A Chausson Welcome 35 that earned the word “lovingly” — bamboo, sage, linen curtains, and a monkey on the door.
When we first saw him, everything was dark: black seats, skull-print curtains, stickers from Zodiac to Downtown Tattoo covering the wardrobe wall. The countertop was baby blue, the floor beige, and the hood wore a Harley-Davidson logo bigger than the steering wheel.
But the engine turned on the first try. And when we stepped through the door, we didn’t see the stickers — we saw the floor plan. The space. The light falling through three big windows. We took him home.
We peeled off the Harley stickers, took down the skull curtains, removed the blue countertops. Then we began: cabinet fronts wrapped in matte white vinyl — three rolls, two evenings, one argument about corners. Bamboo boards cut and fitted for kitchen and table. New linen curtains sewn. Walls painted in white and sage.
The upholstery was done by a professional tailor — a calm grey fabric that feels like a Swedish wool blanket. In the bathroom we put up palm-leaf wallpaper and painted the adjacent wall sage green. We added a new rear window because we wanted to wake up looking at the fields. And we fitted a matte black tap in the kitchen — because the bamboo deserved it.
The first trip was the Dolomites — interior half-finished, bikes on the rack, and the feeling that none of it matters as long as the coffee is on the stove in the morning. Then the Netherlands, multiple times. Black Forest weekends with Cookie on the back seat and cream-cheese rolls at the edge of a field.
Herr Nilsson isn’t a vehicle you drive. He’s a place you return to — every evening, when you slide the door open, switch on the fairy lights, and suddenly the world outside doesn’t matter.
We loved camper life so much that we upgraded: a new Sprinter, self-sufficient for three days, doubling as a company car. Herr Nilsson is the one who started it all.
New exhaust system, new drive belt, oil change — all at a professional workshop, invoices available. Battery monitor retrofitted and rust removed by hand. Fresh TÜV inspection. Gas bottles full, tyres with tread.
Herr Nilsson isn’t a project. He’s done. You get in, turn the key, and go.
We’re selling Herr Nilsson for €29,499 OBO. Not because anything is missing — because we upgraded. We’d love to hand him to someone who sees what we see. Write to us; we’ll send the full listing and arrange a visit in Igel.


* [What to do]: Reproduce the records below exactly; no pictures.

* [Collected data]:
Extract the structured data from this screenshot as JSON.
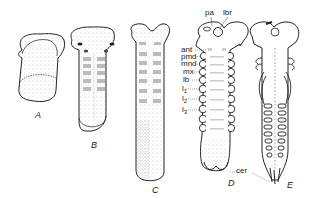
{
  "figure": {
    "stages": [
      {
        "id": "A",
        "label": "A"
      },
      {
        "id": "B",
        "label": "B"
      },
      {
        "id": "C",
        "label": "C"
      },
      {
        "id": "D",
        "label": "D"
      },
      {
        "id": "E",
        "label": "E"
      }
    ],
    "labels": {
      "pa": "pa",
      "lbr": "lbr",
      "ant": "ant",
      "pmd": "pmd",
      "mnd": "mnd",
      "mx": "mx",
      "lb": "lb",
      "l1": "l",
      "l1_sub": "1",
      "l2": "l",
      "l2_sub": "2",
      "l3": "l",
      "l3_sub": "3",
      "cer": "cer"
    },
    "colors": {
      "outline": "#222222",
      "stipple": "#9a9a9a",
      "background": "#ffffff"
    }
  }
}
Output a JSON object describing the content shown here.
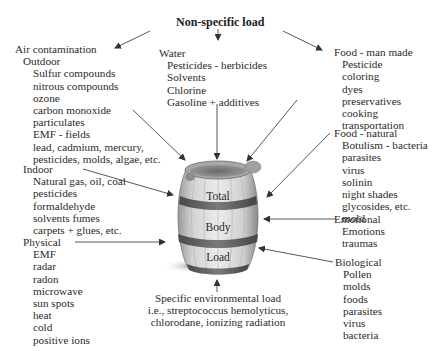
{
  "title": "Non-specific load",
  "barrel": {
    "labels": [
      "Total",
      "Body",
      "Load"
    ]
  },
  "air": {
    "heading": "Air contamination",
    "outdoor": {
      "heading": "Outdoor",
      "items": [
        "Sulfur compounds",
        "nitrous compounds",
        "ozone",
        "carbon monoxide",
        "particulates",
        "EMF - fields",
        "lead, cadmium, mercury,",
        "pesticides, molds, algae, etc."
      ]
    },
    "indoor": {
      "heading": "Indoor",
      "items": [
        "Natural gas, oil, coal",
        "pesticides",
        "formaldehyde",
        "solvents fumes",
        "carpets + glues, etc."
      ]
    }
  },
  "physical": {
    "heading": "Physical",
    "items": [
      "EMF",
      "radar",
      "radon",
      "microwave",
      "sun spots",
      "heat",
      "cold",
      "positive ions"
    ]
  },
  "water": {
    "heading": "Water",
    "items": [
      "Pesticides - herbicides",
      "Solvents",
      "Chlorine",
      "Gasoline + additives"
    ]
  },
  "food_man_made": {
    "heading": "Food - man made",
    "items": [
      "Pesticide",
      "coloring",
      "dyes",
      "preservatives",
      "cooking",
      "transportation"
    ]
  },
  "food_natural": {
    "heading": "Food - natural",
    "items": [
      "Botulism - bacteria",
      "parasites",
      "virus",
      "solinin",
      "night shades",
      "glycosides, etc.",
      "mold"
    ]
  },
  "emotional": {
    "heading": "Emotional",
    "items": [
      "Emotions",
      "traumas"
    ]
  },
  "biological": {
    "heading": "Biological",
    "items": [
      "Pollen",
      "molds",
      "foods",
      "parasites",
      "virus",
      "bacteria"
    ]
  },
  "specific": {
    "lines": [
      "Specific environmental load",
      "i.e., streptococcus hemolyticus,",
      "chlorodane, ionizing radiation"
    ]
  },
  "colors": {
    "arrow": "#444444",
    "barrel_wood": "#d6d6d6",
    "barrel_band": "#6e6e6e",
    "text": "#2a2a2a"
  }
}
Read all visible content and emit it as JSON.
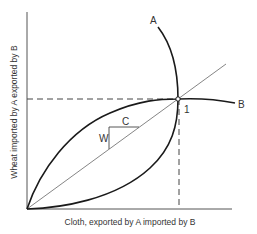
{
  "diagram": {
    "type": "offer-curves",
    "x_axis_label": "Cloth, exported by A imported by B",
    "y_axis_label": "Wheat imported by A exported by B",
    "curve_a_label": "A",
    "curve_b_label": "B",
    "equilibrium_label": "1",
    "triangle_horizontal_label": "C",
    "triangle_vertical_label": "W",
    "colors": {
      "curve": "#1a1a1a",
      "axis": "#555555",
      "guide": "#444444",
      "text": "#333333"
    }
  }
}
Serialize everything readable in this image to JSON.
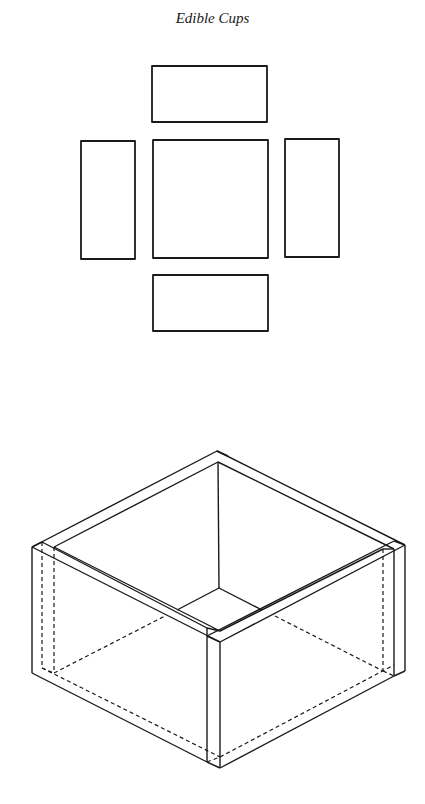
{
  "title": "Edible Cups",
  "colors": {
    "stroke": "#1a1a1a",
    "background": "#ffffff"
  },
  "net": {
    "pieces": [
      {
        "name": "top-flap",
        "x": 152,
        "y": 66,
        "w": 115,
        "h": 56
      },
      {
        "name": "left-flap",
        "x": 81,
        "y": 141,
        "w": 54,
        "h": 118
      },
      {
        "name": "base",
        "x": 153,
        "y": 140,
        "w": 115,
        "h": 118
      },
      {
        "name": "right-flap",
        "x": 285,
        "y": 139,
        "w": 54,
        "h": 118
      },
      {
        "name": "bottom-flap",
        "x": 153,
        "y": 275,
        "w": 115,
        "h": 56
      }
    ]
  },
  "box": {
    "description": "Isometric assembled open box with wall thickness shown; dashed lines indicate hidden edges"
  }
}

* [Worked solution]:
Extract the structured data from this screenshot as JSON.
{
  "figure": {
    "stages": [
      {
        "id": "A",
        "label": "A"
      },
      {
        "id": "B",
        "label": "B"
      },
      {
        "id": "C",
        "label": "C"
      },
      {
        "id": "D",
        "label": "D"
      },
      {
        "id": "E",
        "label": "E"
      }
    ],
    "labels": {
      "pa": "pa",
      "lbr": "lbr",
      "ant": "ant",
      "pmd": "pmd",
      "mnd": "mnd",
      "mx": "mx",
      "lb": "lb",
      "l1": "l",
      "l1_sub": "1",
      "l2": "l",
      "l2_sub": "2",
      "l3": "l",
      "l3_sub": "3",
      "cer": "cer"
    },
    "colors": {
      "outline": "#222222",
      "stipple": "#9a9a9a",
      "background": "#ffffff"
    }
  }
}
Output a JSON object describing the content shown here.
{
  "title": "Non-specific load",
  "barrel": {
    "labels": [
      "Total",
      "Body",
      "Load"
    ]
  },
  "air": {
    "heading": "Air contamination",
    "outdoor": {
      "heading": "Outdoor",
      "items": [
        "Sulfur compounds",
        "nitrous compounds",
        "ozone",
        "carbon monoxide",
        "particulates",
        "EMF - fields",
        "lead, cadmium, mercury,",
        "pesticides, molds, algae, etc."
      ]
    },
    "indoor": {
      "heading": "Indoor",
      "items": [
        "Natural gas, oil, coal",
        "pesticides",
        "formaldehyde",
        "solvents fumes",
        "carpets + glues, etc."
      ]
    }
  },
  "physical": {
    "heading": "Physical",
    "items": [
      "EMF",
      "radar",
      "radon",
      "microwave",
      "sun spots",
      "heat",
      "cold",
      "positive ions"
    ]
  },
  "water": {
    "heading": "Water",
    "items": [
      "Pesticides - herbicides",
      "Solvents",
      "Chlorine",
      "Gasoline + additives"
    ]
  },
  "food_man_made": {
    "heading": "Food - man made",
    "items": [
      "Pesticide",
      "coloring",
      "dyes",
      "preservatives",
      "cooking",
      "transportation"
    ]
  },
  "food_natural": {
    "heading": "Food - natural",
    "items": [
      "Botulism - bacteria",
      "parasites",
      "virus",
      "solinin",
      "night shades",
      "glycosides, etc.",
      "mold"
    ]
  },
  "emotional": {
    "heading": "Emotional",
    "items": [
      "Emotions",
      "traumas"
    ]
  },
  "biological": {
    "heading": "Biological",
    "items": [
      "Pollen",
      "molds",
      "foods",
      "parasites",
      "virus",
      "bacteria"
    ]
  },
  "specific": {
    "lines": [
      "Specific environmental load",
      "i.e., streptococcus hemolyticus,",
      "chlorodane, ionizing radiation"
    ]
  },
  "colors": {
    "arrow": "#444444",
    "barrel_wood": "#d6d6d6",
    "barrel_band": "#6e6e6e",
    "text": "#2a2a2a"
  }
}
Read all visible content and emit it as JSON.
{
  "diagram": {
    "type": "offer-curves",
    "x_axis_label": "Cloth, exported by A imported by B",
    "y_axis_label": "Wheat imported by A exported by B",
    "curve_a_label": "A",
    "curve_b_label": "B",
    "equilibrium_label": "1",
    "triangle_horizontal_label": "C",
    "triangle_vertical_label": "W",
    "colors": {
      "curve": "#1a1a1a",
      "axis": "#555555",
      "guide": "#444444",
      "text": "#333333"
    }
  }
}
Serialize everything readable in this image to JSON.
{
  "title": "Edible Cups",
  "colors": {
    "stroke": "#1a1a1a",
    "background": "#ffffff"
  },
  "net": {
    "pieces": [
      {
        "name": "top-flap",
        "x": 152,
        "y": 66,
        "w": 115,
        "h": 56
      },
      {
        "name": "left-flap",
        "x": 81,
        "y": 141,
        "w": 54,
        "h": 118
      },
      {
        "name": "base",
        "x": 153,
        "y": 140,
        "w": 115,
        "h": 118
      },
      {
        "name": "right-flap",
        "x": 285,
        "y": 139,
        "w": 54,
        "h": 118
      },
      {
        "name": "bottom-flap",
        "x": 153,
        "y": 275,
        "w": 115,
        "h": 56
      }
    ]
  },
  "box": {
    "description": "Isometric assembled open box with wall thickness shown; dashed lines indicate hidden edges"
  }
}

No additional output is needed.